Life Support | Part 3: The longer wait for lifesaving care

SWEET SPRINGS - For years, if someone needed emergency medical attention anywhere between Columbia and Kansas City, there's a good chance they'd end up at I-70 Community Hospital. But since its closure in February, patients are now forced to find farther facilities, increasing the time it takes to receive potentially lifesaving care.
The facility, which once had 15 beds, closed after suspending its license in February 2019. After closing, the owning management firm EmpowerHMS filed bankruptcy for the hospital.
After years of having emergency care just a stone's throw away, Sweet Springs and area residents are having to adjust.
"Six months ago I fell outside my apartment, and I hit the brick, and it split my eye open," Sweet Springs resident Tawney Mayberry said.
Had the shuttered hospital been open, it would have taken her a matter of minutes to cross I-70 and get care. Instead, she had to drive to the next-nearest hospital in Marshall.
"If it hadn't been for my friend, I don't know that I could've drove there to Marshall," she said.
For medics at Sweet Springs Ambulance District, traveling farther to get patients emergency care means there sometimes aren't enough hours in the day.
"It's caused things to be a little bit more difficult," paramedic Joe Campbell said. "We could be back in service within a matter of minutes, versus now going to Fitzgibbon, which is our closest hospital, we're looking at about an hour."
After looking through the ambulance district's records from the months leading up to and following the hospital's closure, even Campbell's estimate looks optimistic.
In July 2018, the farthest month back KOMU received data for, the Sweet Springs Ambulance District responded to 47 calls. In total, they spent 92 hours, 32 minutes handling calls that month.
In June 2019, the most recent month KOMU received data for, the Sweet Springs Ambulance District responded to 38 calls -- 19.2 fewer than July 2018. In total, they spent 76 hours, 6 minutes handling calls -- 17.8 fewer hours than July 2018.
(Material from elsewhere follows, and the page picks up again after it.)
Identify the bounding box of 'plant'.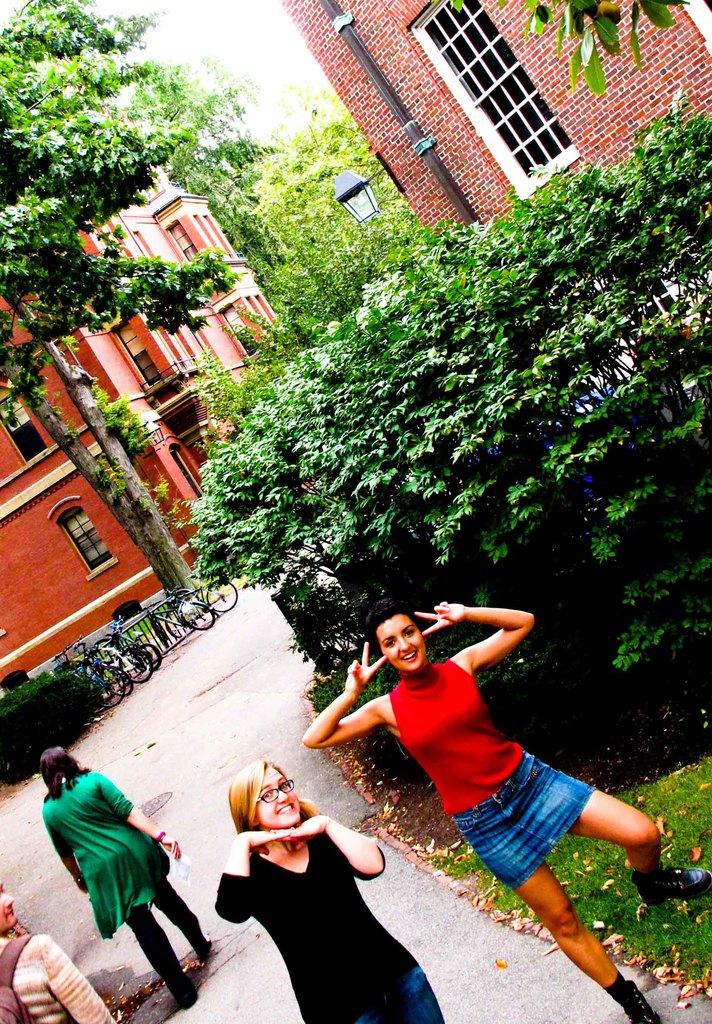
pyautogui.locateOnScreen(0, 665, 53, 712).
But, those numbers are a little misleading. For many of those calls, medics didn't end up transporting any patients. Sometimes they were able to treat patients on scene. Other times they were only dispatched to be on standby for sporting events. Some of the calls included patient transports from one hospital to another.
When comparing only the calls where medics transported patients from the scene of an emergency to a hospital for immediate emergency care, the numbers tell a different story.
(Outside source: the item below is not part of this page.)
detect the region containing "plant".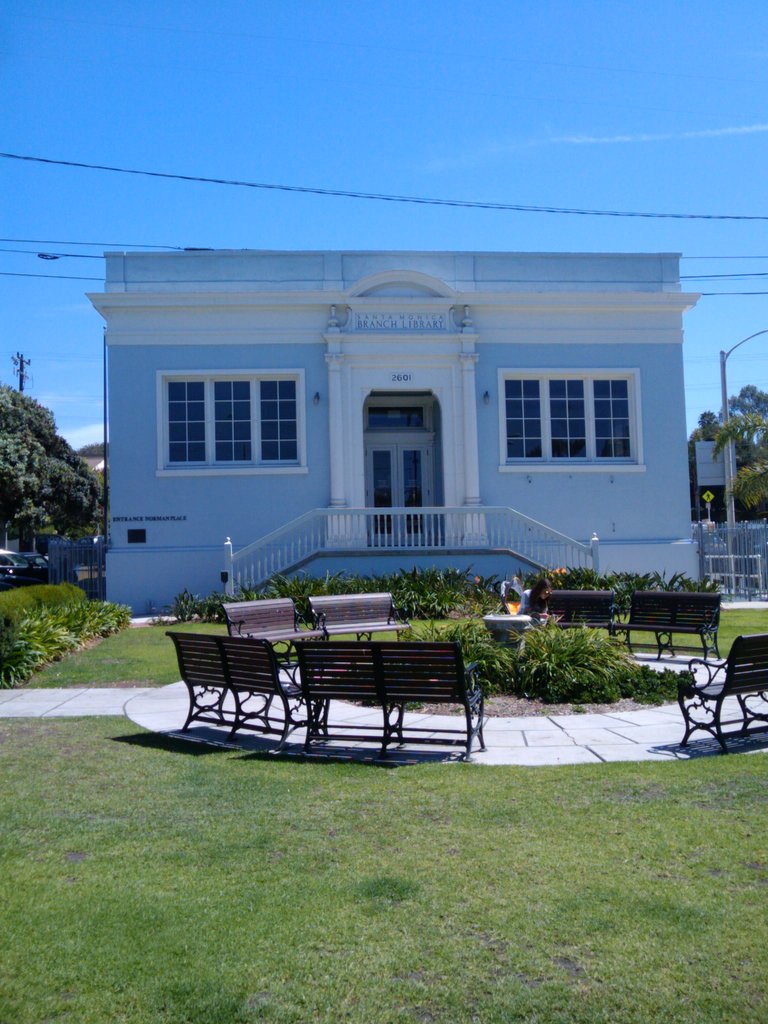
(172,587,227,636).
In both July 2018 and June 2019, Sweet Springs medics made 17 such calls.
In July 2018, they spent an average of 1 hour, 30 minutes, per call, from the time they were dispatched to the time they dropped the patient at a hospital and were ready to answer new calls.
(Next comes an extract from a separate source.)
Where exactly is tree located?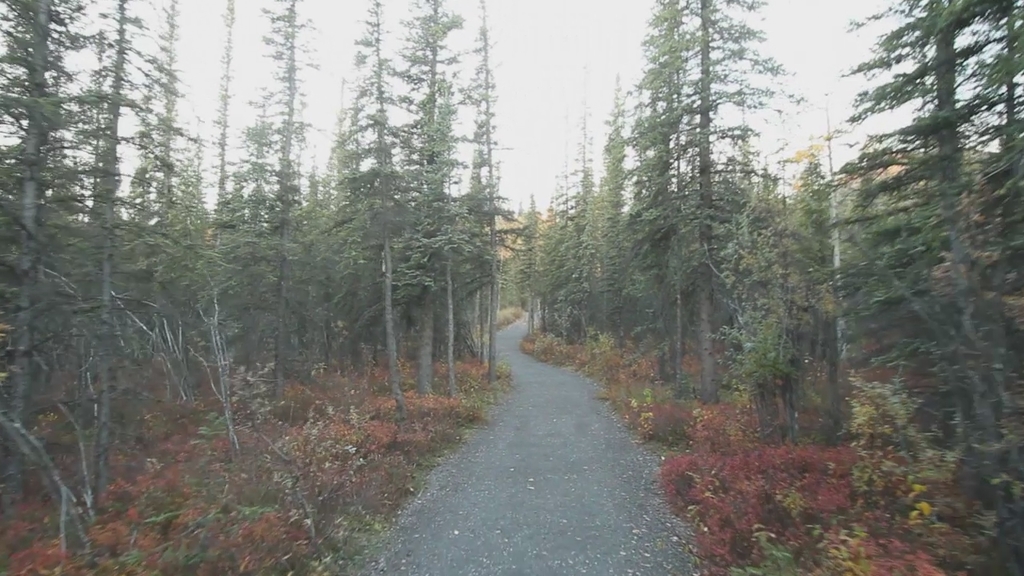
Its bounding box is bbox=[831, 0, 1023, 530].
But in June 2019, that number increased to 2 hours, 5 minutes per call. That's a 39% increase in the amount of time it took medics to get patients to emergency medical care.
Although emergency transport times are on the increase, the lower number of total calls means something else is on the decrease.
"It's kind of affected our bottom line a little bit that we're not as busy as we were," Sweet Springs Ambulance District Board President Dennis Dohrman said.
While the district is primarily funded by tax money, that's not its only source of revenue. The other part comes from service fees charged to patients the district transports.
According to financial records obtained by KOMU, in 2018, the district made $309,032.16 from service fees. In 2019, it had only made $152,293.08 as of September.
If it continues at the same rate, the district is on track to make only $203,615 off service fees in 2019 -- about two-thirds of what it made in 2018.
"The ambulance district is solvent," Campbell said. "We will always be here. The ambulance district was here before they had a hospital."
Even though ambulance district leaders are confident the loss of the hospital won't put them under, the people of Sweet Springs are racing against the clock to revive their hospital.
A November meeting brought a crowd to the local American Legion to hear more about the Sweet Springs Ambulance District possibly buying the hospital. It could mean a tax of $8 to have the millions of dollars it would cost to get the doors open.
"We need the hospital here," Mayberry said. "They always say about that golden hour… if it's something critical. Luckily mine was just a cut over the eye."
For the full report, watch KOMU 8 News tonight at 10 p.m.